Even if West Ham had started less abysmally than they did, they didn’t have the prospect they had last week of knowing that keeping the game tight and in the balance would cause nerves to creep into their opponent.
It was just a completely different occasion, something more akin to a testimonial as the Newcastle players emerged carrying their children to a ground full of signs bidding a fond farewell to Kieran Trippier ahead of what really should have been a far more difficult evening for a 35-year-old trying to deal with Crysencio Summerville.
But the real head-scratcher came at the sharp point of West Ham’s attack, where Taty Castellanos made way for Callum Wilson.
In one baffling wrong move, Nuno contrived to weaken both his starting XI and bench given Taty’s key role in the dramatic new-year improvement that gave West Ham any hope at all in this fight, and Wilson’s previous penchant for vital late goals as a substitute.
Within 20 minutes, the damage was done. Two catastrophic sets of multiple errors too grievous to analyse further handed a grateful Newcastle a 2-0 lead they barely had to work for.
Nick Woltemade and Will Osula accepted the gifts and, sure, Newcastle played a couple of neat little moves to create the goals. But it had the distinct whiff of the pre-season jolly. West Ham were just miles and miles off it in their biggest Premier League game in years.
The wrong XI playing the wrong shape in the wrong way, and it may well cost them everything. That Newcastle didn’t even have to be very good to pull them apart should break West Ham hearts.
As should the fact that when Nuno took steps to correct his mistake, the difference was instant. Jean-Clair Todibo was sacrificed to belatedly get Taty on the pitch, and West Ham became an active participant in the game once more.
But an important element of being the 18th-best team in a division is that you can’t really give anyone a 2-0 headstart before turning up.

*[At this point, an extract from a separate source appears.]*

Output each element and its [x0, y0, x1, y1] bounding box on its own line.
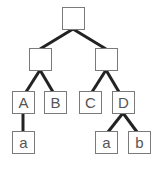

Not even a Newcastle team that p*sses leads away for fun.
There was further cruelty for Nuno, who, with just under half-an-hour to go in a game West Ham had to get something out of for a fight in which goal difference is largely meaningless, decided to go all out.
No criticism here of the decision to bring on Mohamadou Kante and Pablo to switch into something that looked very much like 3-3-4 for the final half hour – it was entirely sh*t or bust time – but giving away a third goal seconds later did rather draw attention to the changes.

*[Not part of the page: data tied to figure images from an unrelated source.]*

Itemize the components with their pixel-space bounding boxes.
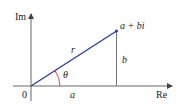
- point-label: a + bi: [120, 20, 145, 31]
- angle-arc: [55, 71, 60, 87]
- modulus-label: r: [71, 44, 75, 55]
- point-marker: [115, 29, 118, 32]
- complex-plane-diagram: Im Re 0 a + bi r b a θ: [0, 0, 182, 106]
- real-axis-label: Re: [156, 89, 168, 100]
- imaginary-part-label: b: [122, 54, 127, 65]
- origin-label: 0: [22, 89, 27, 100]
- modulus-vector: [31, 31, 117, 86]
- imaginary-axis-label: Im: [15, 11, 26, 22]
- angle-label: θ: [63, 69, 68, 80]
- real-part-label: a: [70, 89, 75, 100]
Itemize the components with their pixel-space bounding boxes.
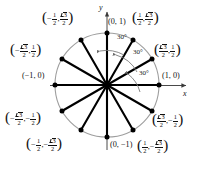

That’s not really fair, either, because Nuno’s changes cannot explain how West Ham managed to use their own throw on halfway to not only instantly cede possession but break their own defensive lines so decisively that three Hammers were taken entirely out of the game by it before Osula couldn’t-believe-his-lucked a second goal of the night.
You cannot coach that kind of comical, self-defeating catastrophe. You can strive for another word to describe it all you like; you won’t land on a better one than Spursy. West Ham really might have just Spursed Spurs to safety by being more Spurs even than Spurs. What a way to go.
There was still time for Taty to score an absurd long-range consolation that briefly raised West Ham’s hopes again.
Thanks to that, it may end up that today serves as a microcosm of West Ham’s season as a whole: a miserable series of baffling self-inflicted mistakes, hope and improvement heralded by the introduction of Taty, but alas his eye-catching contributions all proving to be too little, too late.
West Ham need huge favours from elsewhere now, but whether they get them or not they need only look inward to see the source of their travails. This was a dreadful day in a season that has had too many of them and what is now a run of four points in five games since getting an improbable Great Escape into their own hands last month.